New Cotton Project Launches Exhibit at the Fashion for Good Museum

The EU-funded New Cotton Project marks an important milestone with the launch of an installation charting the processes and progress of the project at the Fashion for Good Museum in Amsterdam.
The New Cotton Project exhibition featured in the Fashion for Good Museum in Amsterdam. Image by Alina Krasieva

7 October 2022

AMSTERDAM- The EU-funded New Cotton Project marks an important milestone with the launch of an installation charting the processes and progress of the project at the Fashion for Good Museum in Amsterdam.


Celebrating the Successful Launch of First Garments to be Produced Through Potential Large-scale Circular Ecosystem

  • The New Cotton Project marks a key milestone with the launch of an exhibit installation in the Fashion for Good Innovation Lounge.
  • The installation celebrates the recent launch of adidas and H&M Group’s garments produced through the consortium, which are the first to be produced through the demonstration of a potential circular ecosystem.
  • Aalto University releases an overview white paper on Circular Business Models and the New Cotton Project Ecosystem’s Blueprint, sharing accessible insights and analysis from the project.

 

The installation celebrates the recent launch of the consortium’s garments produced by adidas and H&M Group, which are the first to be produced through the demonstration of a potential circular ecosystem of this scale. The launch also coincides with the release of two additional white papers produced by Aalto University, exploring circular business models and sharing an overview of the New Cotton ecosystem blueprint.

It is currently estimated that only 2% of post consumer textiles are diverted to fibre-to-fibre recycling*. The fashion industry urgently needs scalable solutions, yet the creation of circular materials to decrease dependency on virgin material has historically proven challenging, with a truckload of textiles being landfilled or burned every second. Although there have been many pilot schemes, no organisation has been able to address the problem alone. The New Cotton Project launched in answer to this challenge, aiming to demonstrate a potential blueprint for commercial circular garment production, and a new more sustainable way of working for the fashion industry.

The newly revealed adidas by Stella McCartney Sportswear Tracksuit Viscose (Gender Neutral) and H&M Group’s utilitarian jacket and trousers, are therefore are not just beautiful pieces of clothing created using a new, high-quality Infinna™ fibre created from post-consumer end-of-use textiles: they are a demonstration of the potential of a circular garment eco-system, and highlights the industry’s ability to move from a linear to a circular model of production.

Current data suggests up to a quarter of European post-consumer textiles could become textile-to-textile recycling feedstocks in the future. This includes the 494,000 tonnes of low-value post-consumer textiles identified in the recent Sorting for Circularity report as readily available for fibre-to-fibre recycling. An estimate of how much is likely to be a fit for Infinna™ technology will be available later on in the project.

Illustrating the journey of the New Cotton Project for a public audience, the new installation charts the processes and progress of the consortium in the run up to the release of the garments. Visitors will be able to learn more about the consortium through a multi-media display, including details of the Infinited Fiber Company and manufacturing process, an animation video explaining the work flows, a visual display of some of the garments and a documentary sharing the experience of the consortium through the voices of the members. The installation will also include a series of white papers produced by Aalto University which reveal further insight into the consortium’s experience of demonstrating a potential circular ecosystem within the EU textile industry.

The launch of the garments and the installation marks a two-year point in the three-year project. The final stage of the collaboration will focus on continued data collection, further academic papers from Aalto University and the Life Cycle Assessment, all of which will be shared with the wider industry with the aim of inspiring further circular initiatives in the future.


= PROBLEM DESCRIPTION =
Tally every line of the material that includes "data", then give the tally and nothing else.

· · · ·

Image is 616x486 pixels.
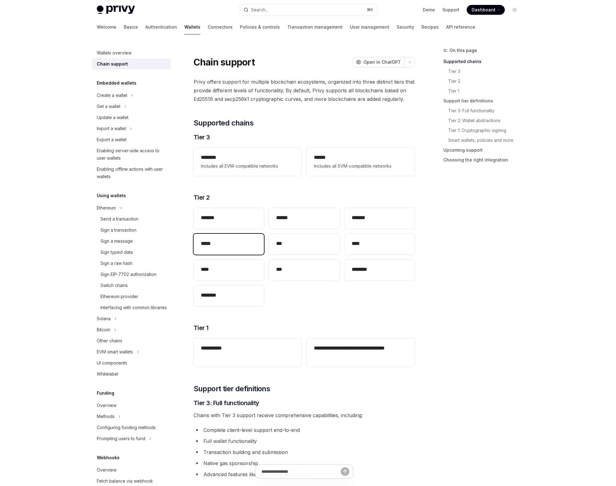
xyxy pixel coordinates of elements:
[97,114,129,121] div: Update a wallet
[101,259,133,267] div: Sign a raw hash
[422,20,439,34] a: Recipes
[97,326,110,333] div: Bitcoin
[101,293,138,300] div: Ethereum provider
[92,291,171,302] a: Ethereum provider
[92,224,171,235] a: Sign a transaction
[97,165,167,180] div: Enabling offline actions with user wallets
[101,271,156,278] div: Sign EIP-7702 authorization
[145,20,177,34] a: Authentication
[97,454,120,461] h5: Webhooks
[444,76,525,86] a: Tier 2
[444,135,525,145] a: Smart wallets, policies and more
[97,435,145,442] div: Prompting users to fund
[446,20,476,34] a: API reference
[92,269,171,280] a: Sign EIP-7702 authorization
[194,411,415,419] span: Chains with Tier 3 support receive comprehensive capabilities, including:
[510,5,520,15] button: Toggle dark mode
[124,20,138,34] a: Basics
[97,136,127,143] div: Export a wallet
[194,77,415,103] span: Privy offers support for multiple blockchain ecosystems, organized into three distinct tiers that...
[444,96,525,106] a: Support tier definitions
[194,193,210,202] span: Tier 2
[97,49,132,57] div: Wallets overview
[444,155,525,165] a: Choosing the right integration
[397,20,414,34] a: Security
[350,20,390,34] a: User management
[92,357,171,368] a: UI components
[97,370,118,378] div: Whitelabel
[444,125,525,135] a: Tier 1: Cryptographic signing
[92,335,171,346] a: Other chains
[194,425,415,434] li: Complete client-level support end-to-end
[314,162,408,170] span: Includes all SVM-compatible networks
[240,20,280,34] a: Policies & controls
[97,92,127,99] div: Create a wallet
[92,368,171,379] a: Whitelabel
[97,389,114,397] h5: Funding
[423,7,435,13] a: Demo
[92,247,171,258] a: Sign typed data
[239,4,377,15] button: Search...⌘K
[450,47,477,54] span: On this page
[97,6,135,14] img: light logo
[287,20,343,34] a: Transaction management
[444,106,525,116] a: Tier 3: Full functionality
[92,145,171,164] a: Enabling server-side access to user wallets
[92,302,171,313] a: Interfacing with common libraries
[97,477,153,485] div: Fetch balance via webhook
[101,237,133,245] div: Sign a message
[92,101,171,112] button: Get a wallet
[92,422,171,433] a: Configuring funding methods
[92,164,171,182] a: Enabling offline actions with user wallets
[184,20,200,34] a: Wallets
[444,57,525,66] a: Supported chains
[194,323,209,332] span: Tier 1
[194,384,271,394] span: Support tier definitions
[364,59,401,65] span: Open in ChatGPT
[97,147,167,162] div: Enabling server-side access to user wallets
[92,235,171,247] a: Sign a message
[467,5,505,15] a: Dashboard
[194,57,255,68] h1: Chain support
[92,400,171,411] a: Overview
[92,134,171,145] a: Export a wallet
[97,79,136,87] h5: Embedded wallets
[97,315,111,322] div: Solana
[97,125,126,132] div: Import a wallet
[352,57,405,67] button: Open in ChatGPT
[92,313,171,324] button: Solana
[251,6,268,14] div: Search...
[101,215,138,223] div: Send a transaction
[92,202,171,213] button: Ethereum
[444,145,525,155] a: Upcoming support
[443,7,460,13] a: Support
[307,148,415,176] a: **** *Includes all SVM-compatible networks
[97,192,126,199] h5: Using wallets
[92,213,171,224] a: Send a transaction
[97,466,117,473] div: Overview
[97,401,117,409] div: Overview
[92,123,171,134] button: Import a wallet
[92,346,171,357] button: EVM smart wallets
[367,7,374,12] span: ⌘ K
[208,20,233,34] a: Connectors
[194,437,415,445] li: Full wallet functionality
[101,226,136,234] div: Sign a transaction
[92,112,171,123] a: Update a wallet
[97,359,127,366] div: UI components
[201,162,295,170] span: Includes all EVM-compatible networks
[92,90,171,101] button: Create a wallet
[97,348,133,355] div: EVM smart wallets
[444,116,525,125] a: Tier 2: Wallet abstractions
[92,47,171,58] a: Wallets overview
[97,413,115,420] div: Methods
[341,467,350,476] button: Send message
[97,337,122,344] div: Other chains
[97,424,156,431] div: Configuring funding methods
[101,248,133,256] div: Sign typed data
[97,60,128,68] div: Chain support
[194,448,415,456] li: Transaction building and submission
[262,465,341,478] input: Ask a question...
[97,204,116,212] div: Ethereum
[92,464,171,475] a: Overview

· · · ·

= ANSWER TO THIS TASK =
2